Blackad bookshelf: Obviously Awesome by April Dunford

Avatar photo

Rachel McCallion

The confidence of the title was enough to convince us this was the next book for us. Well that, and the fact that its subject is brand positioning. Not a new topic for the Blackad team, but one we were keen to know more about.

But is the title deservedly confident? We hit ‘sync’ on our Kindles to find out.

What’s it all about?

Obviously Awesome sets out to be the ultimate instruction manual on brand positioning – what it is, why it matters and how to do it. The setup: Dunford spent her early career struggling through positioning projects. None of the ‘experts’ around her – including authors of books on the subject – seemed able to articulate the process. Years of experience later, she wrote the guide she’d been searching for.

There are helpful brand positioning examples dotted throughout – like Arm and Hammer’s pivot from baking companion to odour eliminator. This adds a twinkle of human interest in an otherwise process-heavy read.

Why we loved it

Positioning expert Dunford has certainly earned her brand positioning stripes. She’s worked for top dogs like Intel, and a stack of successful startups. This experience is evident in the book – she gives loads of examples from her time in the marketing trenches.

Where it lost marks

We all agreed that a little extra linguistic polish would have made Dunford’s work a more enjoyable read. But what her prose lacked in flair, she made up for in expertise. So only half a mark docked there.

More distracting was the way some simple points were over-explained or needlessly revisited. We felt the book could have been significantly shorter.

The book also fails to soften its obvious subtext: selling April Dunford’s services. That was a little too heavy-handed for us.

Our verdict

It’s not a gripping read, but it is a useful one. Her advice is the type you could pick up and use right now. In fact, we spent much of our #BlackBooks lunch talking about how we could apply what we’d learned to our own brand.

In summary…

Alan: “I found the point that positioning is constantly evolving with customer attitudes and preferences interesting. It emphasises the importance of checking in with your customers.”

Siân: “I’d never thought about the fact that you can switch brand positioning at will. That was interesting. But I did think the book could have been half the length.”

Helen: “I wanted to learn more about this topic, but the book didn’t set my world on fire when I was reading it.”

Chris: “The examples and anecdotes weren’t that memorable, but in general it has definitely given us some food for thought.”

Rachel: “I’ve learned from this book. I found that when I was reading I was constantly thinking of our own processes.”

Next steps

 Order ‘Obviously Awesome’ from Amazon

 All our reviews of copywriting books

See how we can boost your brand messaging

Your inbox needs BlackMail

Get fortnightly tips, finds and insights from the world of words. Described as "beautiful and succinct". Shucks.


■ THE PROBLEM ■
Pick out the lines below that contain the string "متجرك" and copy them all.

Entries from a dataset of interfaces
┄┄┄┄┄┄┄┄┄┄

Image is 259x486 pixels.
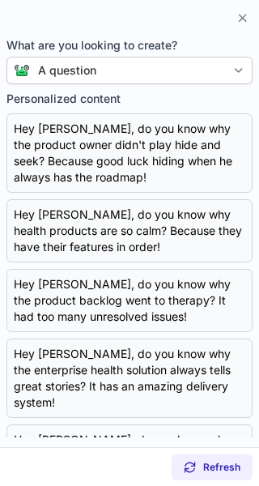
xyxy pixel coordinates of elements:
[204,461,241,474] span: Refresh
[6,37,253,54] span: What are you looking to create?
[14,346,246,411] div: Hey [PERSON_NAME], do you know why the enterprise health solution always tells great stories? It ...
[172,455,253,481] button: Refresh
[6,91,253,107] label: Personalized content
[38,62,96,79] div: A question
[14,276,246,325] div: Hey [PERSON_NAME], do you know why the product backlog went to therapy? It had too many unresolve...
[14,207,246,255] div: Hey [PERSON_NAME], do you know why health products are so calm? Because they have their features ...
[14,121,246,186] div: Hey [PERSON_NAME], do you know why the product owner didn't play hide and seek? Because good luck...
[7,64,30,77] img: Connie from ContactOut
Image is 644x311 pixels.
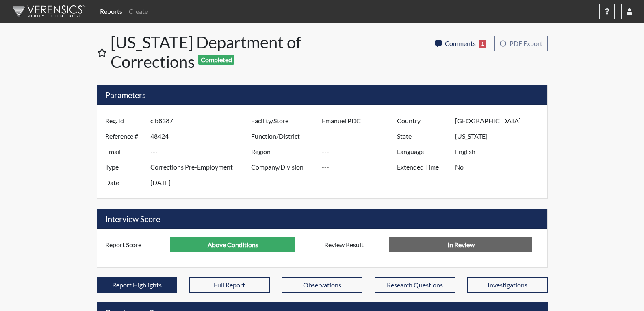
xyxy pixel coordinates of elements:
label: Type [99,159,151,175]
input: --- [322,144,399,159]
input: --- [322,128,399,144]
label: Reg. Id [99,113,151,128]
label: Function/District [245,128,322,144]
a: Reports [96,3,126,20]
button: Comments1 [430,36,491,51]
label: Email [99,144,151,159]
input: --- [151,128,253,144]
input: --- [151,175,253,191]
label: Country [391,113,455,128]
h5: Parameters [97,85,547,105]
span: Comments [445,39,475,47]
input: --- [322,113,399,128]
input: --- [151,113,253,128]
label: State [391,128,455,144]
button: Full Report [189,278,270,293]
input: --- [455,128,545,144]
label: Report Score [99,237,171,253]
label: Reference # [99,128,151,144]
a: Create [126,3,151,20]
button: Investigations [467,278,548,293]
label: Review Result [318,237,390,253]
h5: Interview Score [97,209,547,229]
button: PDF Export [495,36,548,51]
input: --- [455,113,545,128]
label: Region [245,144,322,159]
label: Language [391,144,455,159]
label: Company/Division [245,159,322,175]
input: No Decision [389,237,532,253]
input: --- [151,144,253,159]
button: Report Highlights [96,278,177,293]
label: Date [99,175,151,191]
span: PDF Export [509,39,542,47]
button: Observations [282,278,363,293]
label: Extended Time [391,159,455,175]
input: --- [455,144,545,159]
span: 1 [479,40,486,48]
span: Completed [198,55,234,65]
label: Facility/Store [245,113,322,128]
input: --- [170,237,295,253]
button: Research Questions [375,278,455,293]
input: --- [151,159,253,175]
h1: [US_STATE] Department of Corrections [110,32,323,72]
input: --- [455,159,545,175]
input: --- [322,159,399,175]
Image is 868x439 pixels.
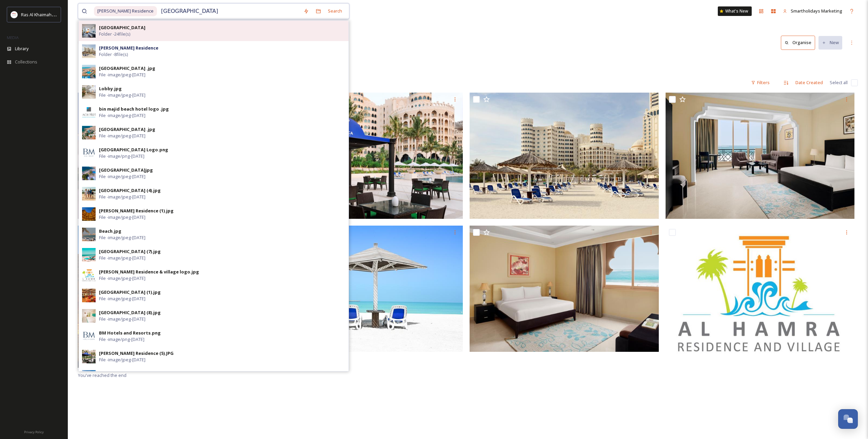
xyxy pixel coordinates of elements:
span: File - image/jpeg - [DATE] [99,193,145,200]
div: [PERSON_NAME] Residence (5).JPG [99,350,174,356]
span: File - image/jpeg - [DATE] [99,214,145,221]
div: [GEOGRAPHIC_DATA] Logo.png [99,147,168,153]
img: Al Hamra Residence (3).JPG [666,93,855,218]
span: Collections [15,59,37,65]
span: You've reached the end [78,372,127,378]
div: Search [325,5,346,18]
span: Folder - 8 file(s) [99,51,128,57]
span: File - image/jpeg - [DATE] [99,254,145,261]
div: [GEOGRAPHIC_DATA] (9).jpg [99,370,161,377]
span: File - image/png - [DATE] [99,153,145,160]
img: 77e930ba-5d57-4b86-a2ca-a16709056d4e.jpg [82,370,95,384]
img: a149cd8a-3c2a-4514-86c6-b0feded977f0.jpg [82,45,95,58]
img: 7567387e-53c9-46d0-ad42-bd4c84d5ebb5.jpg [82,207,95,221]
button: Organise [781,36,815,49]
img: Logo_RAKTDA_RGB-01.png [11,11,18,18]
span: Folder - 24 file(s) [99,31,131,37]
img: 54c1d348-8381-4dd9-8307-bd5c39c6f643.jpg [82,126,95,139]
div: Lobby.jpg [99,85,122,92]
img: Al Hamra Residence (1).jpg [78,225,267,367]
img: 275e9013-b821-4d90-9d2e-74fc4745746e.jpg [82,309,95,323]
div: [GEOGRAPHIC_DATA] .jpg [99,65,156,72]
span: Select all [830,79,848,86]
img: 1f7fe837-ee03-48a9-b6f2-aba211ae0e12.jpg [82,329,95,343]
div: [GEOGRAPHIC_DATA]jpg [99,167,153,173]
a: Privacy Policy [24,428,44,436]
span: Library [15,45,28,52]
span: File - image/jpeg - [DATE] [99,173,145,180]
strong: [GEOGRAPHIC_DATA] [99,24,145,30]
img: 07b48b39-78fd-416f-bacc-4d0c2d72d465.jpg [82,166,95,180]
span: File - image/jpeg - [DATE] [99,275,145,281]
span: File - image/jpeg - [DATE] [99,72,145,78]
img: 03e6a0fc-6711-4a83-bde1-188ea5f263fc.jpg [82,350,95,363]
img: Al Hamra Residence (2).JPG [274,225,463,352]
a: Smartholidays Marketing [780,5,846,18]
a: What's New [718,7,752,16]
span: File - image/jpeg - [DATE] [99,112,145,118]
img: 762ec8a5-56a1-44cb-8506-2ca8afb15766.jpg [82,248,95,262]
img: 6605b1bd-271b-462c-89ec-e977ff793440.jpg [82,65,95,78]
img: bf635aeb-50a1-45be-9994-272f39ef0685.jpg [82,289,95,302]
div: BM Hotels and Resorts.png [99,329,161,336]
span: File - image/jpeg - [DATE] [99,296,145,302]
img: Al Hamra Residence & village logo.jpg [666,225,855,358]
div: bin majid beach hotel logo .jpg [99,106,169,112]
span: Privacy Policy [24,430,44,434]
div: [GEOGRAPHIC_DATA] (7).jpg [99,248,161,254]
span: File - image/jpeg - [DATE] [99,316,145,322]
img: Al Hamra Residence (4).JPG [470,93,659,218]
img: Al Hamra Residence (1).JPG [470,225,659,352]
img: 007f74c2-a607-4284-85e9-0cdb5d3d9b79.jpg [82,106,95,119]
span: File - image/jpeg - [DATE] [99,92,145,98]
div: [PERSON_NAME] Residence & village logo.jpg [99,269,199,275]
img: d3805fd4-9272-41eb-b645-60cc499ba5d4.jpg [82,269,95,282]
span: File - image/jpeg - [DATE] [99,234,145,241]
img: 831544d5-b877-4777-aa53-6acc5880762f.jpg [82,85,95,99]
a: Organise [781,36,819,49]
img: Al Hamra Residence (6).JPG [78,93,267,218]
div: [GEOGRAPHIC_DATA] (8).jpg [99,309,161,316]
div: [GEOGRAPHIC_DATA] (1).jpg [99,289,161,296]
button: New [819,36,842,49]
img: 48861971-7075-4663-b5a6-bd7e99077936.jpg [82,187,95,200]
span: File - image/jpeg - [DATE] [99,133,145,139]
div: Beach.jpg [99,228,121,234]
span: Ras Al Khaimah Tourism Development Authority [21,11,117,18]
strong: [PERSON_NAME] Residence [99,45,158,51]
span: [PERSON_NAME] Residence [94,6,157,16]
button: Open Chat [838,409,858,429]
img: 4c0e6e66-9bab-4cfc-b380-91b7519d2ed4.jpg [82,227,95,241]
div: [GEOGRAPHIC_DATA] .jpg [99,126,156,133]
img: 497b7127-dc10-43fa-92ca-dea21e51b236.jpg [82,24,95,38]
img: Al Hamra Residence (5).JPG [274,93,463,218]
div: Filters [748,76,773,89]
div: [GEOGRAPHIC_DATA] (4).jpg [99,187,161,193]
span: Smartholidays Marketing [791,8,842,14]
span: 8 file s [78,79,89,86]
span: MEDIA [7,35,19,40]
span: File - image/jpeg - [DATE] [99,356,145,363]
div: Date Created [792,76,827,89]
span: File - image/png - [DATE] [99,336,145,342]
img: f013cfd4-dd7a-468b-b55f-f07bd939297e.jpg [82,146,95,160]
div: [PERSON_NAME] Residence (1).jpg [99,208,174,214]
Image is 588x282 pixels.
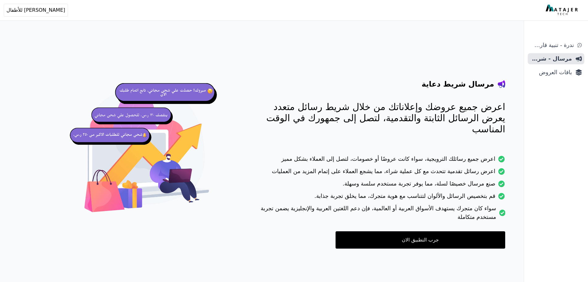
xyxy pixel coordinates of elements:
img: MatajerTech Logo [545,5,579,16]
h4: مرسال شريط دعاية [422,79,494,89]
li: صنع مرسال خصيصًا لسلة، مما يوفر تجربة مستخدم سلسة وسهلة. [250,179,505,191]
li: سواء كان متجرك يستهدف الأسواق العربية أو العالمية، فإن دعم اللغتين العربية والإنجليزية يضمن تجربة... [250,204,505,225]
span: مرسال - شريط دعاية [530,54,572,63]
span: ندرة - تنبية قارب علي النفاذ [530,41,573,49]
span: [PERSON_NAME] للأطفال [6,6,65,14]
img: hero [68,74,226,232]
p: اعرض جميع عروضك وإعلاناتك من خلال شريط رسائل متعدد يعرض الرسائل الثابتة والتقدمية، لتصل إلى جمهور... [250,101,505,135]
li: قم بتخصيص الرسائل والألوان لتتناسب مع هوية متجرك، مما يخلق تجربة جذابة. [250,191,505,204]
button: [PERSON_NAME] للأطفال [4,4,68,17]
li: اعرض جميع رسائلك الترويجية، سواء كانت عروضًا أو خصومات، لتصل إلى العملاء بشكل مميز [250,154,505,167]
span: باقات العروض [530,68,572,77]
li: اعرض رسائل تقدمية تتحدث مع كل عملية شراء، مما يشجع العملاء على إتمام المزيد من العمليات [250,167,505,179]
a: جرب التطبيق الان [335,231,505,248]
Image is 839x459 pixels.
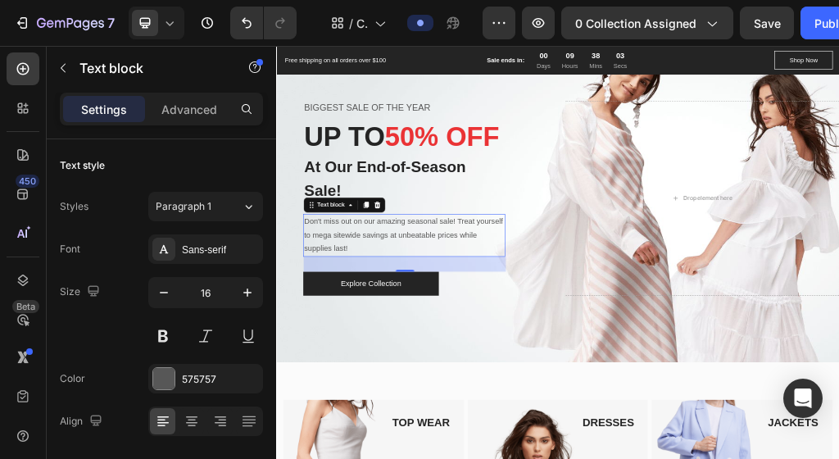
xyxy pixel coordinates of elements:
[561,7,733,39] button: 0 collection assigned
[48,191,398,272] p: At Our End-of-Season Sale!
[545,26,567,43] p: Mins
[182,372,259,387] div: 575757
[349,15,353,32] span: /
[575,15,696,32] span: 0 collection assigned
[48,295,398,365] p: Don't miss out on our amazing seasonal sale! Treat yourself to mega sitewide savings at unbeatabl...
[588,7,612,26] div: 03
[356,15,368,32] span: Collection Page - [DATE] 00:48:55
[161,101,217,118] p: Advanced
[48,97,398,118] p: BIGGEST SALE OF THE YEAR
[67,270,122,285] div: Text block
[753,16,780,30] span: Save
[189,131,389,183] span: 50% OFF
[16,174,39,188] div: 450
[12,300,39,313] div: Beta
[60,281,103,303] div: Size
[182,242,259,257] div: Sans-serif
[7,7,122,39] button: 7
[112,403,218,427] div: Explore Collection
[148,192,263,221] button: Paragraph 1
[276,46,839,459] iframe: Design area
[588,26,612,43] p: Secs
[60,371,85,386] div: Color
[156,199,211,214] span: Paragraph 1
[739,7,794,39] button: Save
[107,13,115,33] p: 7
[81,101,127,118] p: Settings
[230,7,296,39] div: Undo/Redo
[48,127,398,188] p: UP TO
[783,378,822,418] div: Open Intercom Messenger
[60,158,105,173] div: Text style
[79,58,219,78] p: Text block
[545,7,567,26] div: 38
[60,410,106,432] div: Align
[60,242,80,256] div: Font
[47,394,283,436] button: Explore Collection
[60,199,88,214] div: Styles
[710,259,797,272] div: Drop element here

┄┄┄┄┄┄┄┄┄┄

■ TASK RESPONSE ■
li: سواء كان متجرك يستهدف الأسواق العربية أو العالمية، فإن دعم اللغتين العربية والإنجليزية يضمن تجربة... [250,204,505,225]
li: قم بتخصيص الرسائل والألوان لتتناسب مع هوية متجرك، مما يخلق تجربة جذابة. [250,191,505,204]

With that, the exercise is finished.